Cascadia today: OR governor calls special session + Seattle votes for mayor + Elliott Smith's songwriting genius

OR governor calls special session on transportation
After the Oregon legislature failed to pass a substantive transportation budget this year, governor Tina Kotek will call a special session in August to try to address the issue, OPB reports. She's delayed 500 layoffs at ODOT, due to a budget deficit, but offered no details yet on what might be in the plan. Here's a suggestion for saving money: stop funding massive freeway expansions like the bloated Rose Quarter I-5 project, which is over budget and slated to cost nearly $2 billion. Vancouver BC is taking the right approach, revamping its roads plan to better encourage pedestrian safety. The future of Cascadia transportation should rooted in climate friendly transit and trains, not cars. Even EVs are bad, as car tires are a leading source of microplastics in water sources, a new study recently found.
Primary election in Seattle, King county
Ballots are arriving in the mail for the primary election in Seattle and King County, in which voters will pare down the candidate lists for Seattle mayor, city attorney, city council seats, and King county executive. KUOW has a rundown of the major mayoral candidate's political positions and Cascade PBS looks at the candidates vying for county executive.
Federal budget cuts threaten $8.7 billion in clean energy
Washington State Standard reports that the recently passed federal budget slashes tax credits that were helping the state develop wind and solar energy, and could result in $8.7 billion in cancelled projects. Not only would the cuts hinder the state from meeting its targets to address climate change, but it's also likely to cost ratepayers in the state $115 more per year in electricity costs.
Every year, Washington state pays $55 billion more in federal taxes than it receives back in funding and services. It's time to stop this imbalance and create an independent Cascadia focused on meeting our region's needs for clean energy, boosting a vibrant economy, and stop our contributions to wasteful military and immigration enforcement spending.

Cancel the Blue Angels!
Speaking of wasteful military spending, the Seattle Times reports that a group, Airshow Climate Action is calling on the city of Seattle to stop the Blue Angels from performing their noisy acrobatic air show every August in Seattle. The annual propaganda show for the US Navy burns 1,500 gallons of fuel per plane each hour, and contributes to noise pollution, pet anxiety, and trauma for those who have experienced warfare. It's time to to end this display of force by the feds in a city that supposedly want to reduce carbon emissions to net zero by 2050. Sign the petition to cancel the Blue Angels performance in Seattle here.

In praise of the Pacific lamprey
Columbia Insight has a great article on the ecological importance of the Pacific lamprey – a misunderstood and scary looking critter straight out of a H.P. Lovecraft novel. The eel-like creatures are an important historic food source for Indigenous people and essential to the Columbia River (Nchi wana) ecosystem.
Elliott Smith's self-titled album thirty years later
The Quietus has a great essay by Darran Anderson on Elliott Smith's self-titled second album, which was released thirty years ago. The piece challenges looking at the Portland singer-songwriter's work through the lens of his death at the age 34 and instead focuses on the observant brilliance of Smith's work.
Smith never released a bad or even a mid major album, which is a surprisingly rare thing to say and sadly points out how foreshortened his recording career and life were. – Darran Anderson on Elliott Smith.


What is needed: Whenever a line in the entries below contains the string "alcohol", copy that line.

Records supplied:
_ _ _ _ _

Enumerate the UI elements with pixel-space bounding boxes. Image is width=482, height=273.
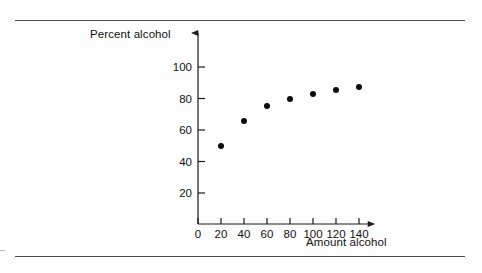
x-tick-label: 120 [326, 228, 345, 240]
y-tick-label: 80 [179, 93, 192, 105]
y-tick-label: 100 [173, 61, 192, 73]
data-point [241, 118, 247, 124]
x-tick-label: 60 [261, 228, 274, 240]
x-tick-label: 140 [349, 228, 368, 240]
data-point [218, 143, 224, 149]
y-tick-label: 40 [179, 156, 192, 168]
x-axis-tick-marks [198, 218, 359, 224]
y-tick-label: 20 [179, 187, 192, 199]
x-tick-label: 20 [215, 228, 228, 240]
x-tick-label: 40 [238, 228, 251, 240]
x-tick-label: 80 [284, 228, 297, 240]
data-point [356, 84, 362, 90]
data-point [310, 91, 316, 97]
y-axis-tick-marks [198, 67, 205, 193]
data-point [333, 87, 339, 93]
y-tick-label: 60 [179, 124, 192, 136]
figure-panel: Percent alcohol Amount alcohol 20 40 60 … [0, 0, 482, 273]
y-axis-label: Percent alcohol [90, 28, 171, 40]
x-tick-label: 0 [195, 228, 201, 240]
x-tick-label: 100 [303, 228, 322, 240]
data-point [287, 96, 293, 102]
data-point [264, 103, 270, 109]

_ _ _ _ _

Problem solution:
figure-panel: Percent alcohol Amount alcohol 20 40 60 … [0, 0, 482, 273]
y-axis-label: Percent alcohol [90, 28, 171, 40]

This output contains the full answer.